I couldn't find the book for a while. Sorry. On the bright side, I've clean forgotten the first seven chapters of The Awakened Heart, which should make this blog post more fun to write.
Sophie's upset because her husband (whose long Dutch name I've forgotten) was spotted with an attractive woman in his car. Because Betts heroines are always stupid about these things, she immediately assumes the worst, and hops on a bus to go home.
Her husband (Rijk! That's his name!) picks her up at the bus stop, without mentioning the Mysterious Woman, and drops her off at home. He tells her he has a meeting, and that she shouldn't wait up. Chillingly, both he and Sophie understand that his "don't wait up" isn't a polite phrase, it's a directive (p. 153: "She went to bed early because he had made it clear that he didn't expect to see her when he got home").
The next day Rijk gives her a cheque-book that shows how large her quarterly allowance is. She's shocked, but he makes it clear that she can't be seen too often in the same dress. What happened to having a good, serviceable wardrobe?
Sophie feeds the dog chocolate!
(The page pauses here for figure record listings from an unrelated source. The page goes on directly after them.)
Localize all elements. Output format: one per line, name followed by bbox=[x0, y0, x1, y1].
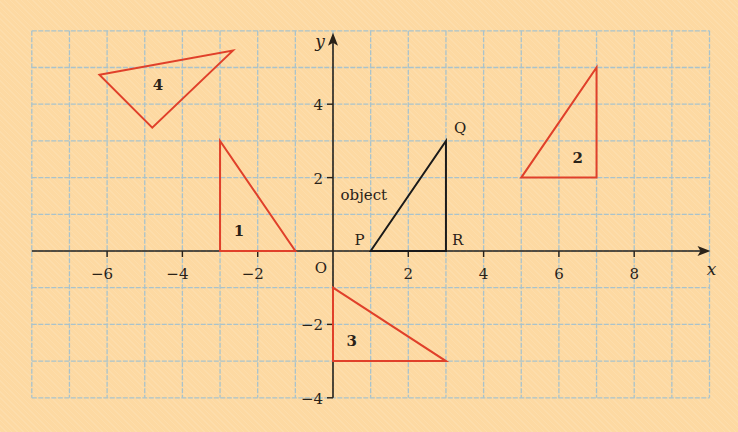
coordinate-plane: −6−4−22468−4−224xyO1234PQRobject bbox=[0, 0, 738, 432]
x-tick-label: −6 bbox=[91, 265, 113, 283]
x-axis-label: x bbox=[707, 259, 717, 279]
coordinate-diagram: −6−4−22468−4−224xyO1234PQRobject bbox=[0, 0, 738, 432]
triangles bbox=[100, 51, 597, 361]
grid-lines bbox=[32, 31, 710, 398]
origin-label: O bbox=[315, 259, 327, 277]
x-tick-label: 2 bbox=[404, 265, 414, 283]
y-axis-label: y bbox=[314, 31, 325, 51]
object-label: object bbox=[341, 186, 388, 204]
y-tick-label: 4 bbox=[313, 96, 323, 114]
x-tick-label: 6 bbox=[554, 265, 564, 283]
image-label-1: 1 bbox=[234, 222, 244, 240]
x-tick-label: −4 bbox=[166, 265, 188, 283]
y-tick-label: −2 bbox=[301, 316, 323, 334]
x-tick-label: 8 bbox=[629, 265, 639, 283]
y-tick-label: 2 bbox=[313, 170, 323, 188]
vertex-label-Q: Q bbox=[454, 119, 466, 137]
image-label-4: 4 bbox=[153, 76, 163, 94]
vertex-label-R: R bbox=[452, 231, 464, 249]
labels: −6−4−22468−4−224xyO1234PQRobject bbox=[91, 31, 717, 408]
y-tick-label: −4 bbox=[301, 390, 323, 408]
vertex-label-P: P bbox=[355, 231, 365, 249]
image-triangle-4 bbox=[100, 51, 233, 128]
x-tick-label: −2 bbox=[242, 265, 264, 283]
image-label-2: 2 bbox=[573, 149, 583, 167]
image-label-3: 3 bbox=[347, 332, 357, 350]
x-tick-label: 4 bbox=[479, 265, 489, 283]
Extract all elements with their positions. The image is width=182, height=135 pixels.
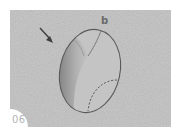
- point-label-b: b: [101, 15, 108, 26]
- step-number: 06: [12, 114, 26, 125]
- illustration-frame: b 06: [0, 0, 182, 135]
- paper-background: [10, 10, 171, 127]
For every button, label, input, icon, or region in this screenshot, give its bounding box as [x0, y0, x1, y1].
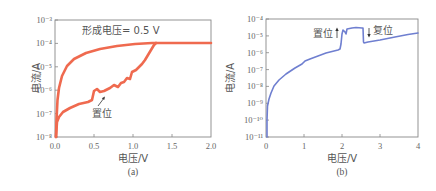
chart-a-set-label: 置位: [92, 107, 112, 119]
chart-b-ytick-label: 10⁻⁴: [247, 14, 263, 24]
chart-b-ytick-label: 10⁻¹¹: [245, 132, 264, 142]
chart-a-ytick-label: 10⁻⁴: [36, 38, 52, 48]
chart-a-xtick-label: 1.5: [167, 141, 178, 151]
chart-b-ytick-label: 10⁻⁶: [247, 48, 263, 58]
chart-b-caption: (b): [336, 167, 347, 178]
chart-b-ytick-label: 10⁻⁸: [247, 81, 263, 91]
chart-b-xtick-label: 2: [340, 141, 344, 151]
chart-b-set-label: 置位: [313, 27, 333, 39]
chart-a-ylabel: 电流/A: [30, 63, 42, 93]
chart-a-xlabel: 电压/V: [118, 152, 148, 164]
chart-a: 10⁻³ 10⁻⁴ 10⁻⁵ 10⁻⁶ 10⁻⁷ 10⁻⁸ 0.0 0.5 1.…: [30, 15, 216, 178]
chart-a-xtick-label: 0.0: [50, 141, 61, 151]
chart-b: 10⁻⁴ 10⁻⁵ 10⁻⁶ 10⁻⁷ 10⁻⁸ 10⁻⁹ 10⁻¹⁰ 10⁻¹…: [224, 14, 421, 178]
chart-b-ytick-label: 10⁻⁵: [247, 31, 263, 41]
chart-a-xtick-label: 0.5: [89, 141, 100, 151]
figure: 10⁻³ 10⁻⁴ 10⁻⁵ 10⁻⁶ 10⁻⁷ 10⁻⁸ 0.0 0.5 1.…: [0, 0, 436, 191]
chart-b-xtick-label: 1: [302, 141, 306, 151]
chart-b-ytick-label: 10⁻⁹: [247, 98, 263, 108]
chart-b-xtick-label: 0: [264, 141, 268, 151]
chart-a-caption: (a): [128, 167, 139, 178]
chart-b-ytick-label: 10⁻⁷: [247, 65, 263, 75]
chart-b-xtick-label: 3: [378, 141, 382, 151]
chart-a-ytick-label: 10⁻⁷: [36, 109, 52, 119]
chart-b-xlabel: 电压/V: [327, 152, 357, 164]
chart-a-forming-voltage-note: 形成电压= 0.5 V: [82, 24, 160, 36]
chart-b-xtick-label: 4: [416, 141, 421, 151]
chart-a-ytick-label: 10⁻³: [36, 15, 52, 25]
chart-b-ylabel: 电流/A: [224, 63, 236, 93]
chart-a-arrowhead-icon: [102, 97, 105, 101]
chart-b-ytick-label: 10⁻¹⁰: [244, 115, 264, 125]
chart-b-arrow-down-icon: [367, 34, 370, 38]
chart-b-reset-label: 复位: [373, 24, 393, 36]
chart-a-xtick-label: 1.0: [128, 141, 139, 151]
chart-a-lower-curve: [56, 43, 156, 137]
chart-b-arrow-up-icon: [335, 28, 338, 32]
chart-b-iv-curve: [267, 28, 418, 138]
chart-a-xtick-label: 2.0: [206, 141, 217, 151]
chart-a-upper-curve: [56, 43, 211, 137]
chart-a-frame: [55, 20, 211, 137]
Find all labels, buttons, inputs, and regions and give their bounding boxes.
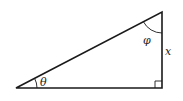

Surely that's not good for him? More to the point, "he expected it", so clearly he's in the habit of eating it. Aren't these people medical professionals?
This is a killing-time chapter. Sophie spends it puttering around the house and village, feeding the dog chocolate, and saving a small child from a freezing lake. Actually, she does no such thing - she sees that he's in there, goes in there herself, and sends the dog to Rijk for help. Good thing the chocolate hadn't made the dog too sick to move. After her recovery, she hears Rijk on the phone, talking to Irena about dinner that evening (Irena will, of course, turn out to be the woman in the car) .
The most interesting thing in the chapter is a revelation from Rauke, the manservant, that he and Rijk's father were in the underground resistance together during WWII.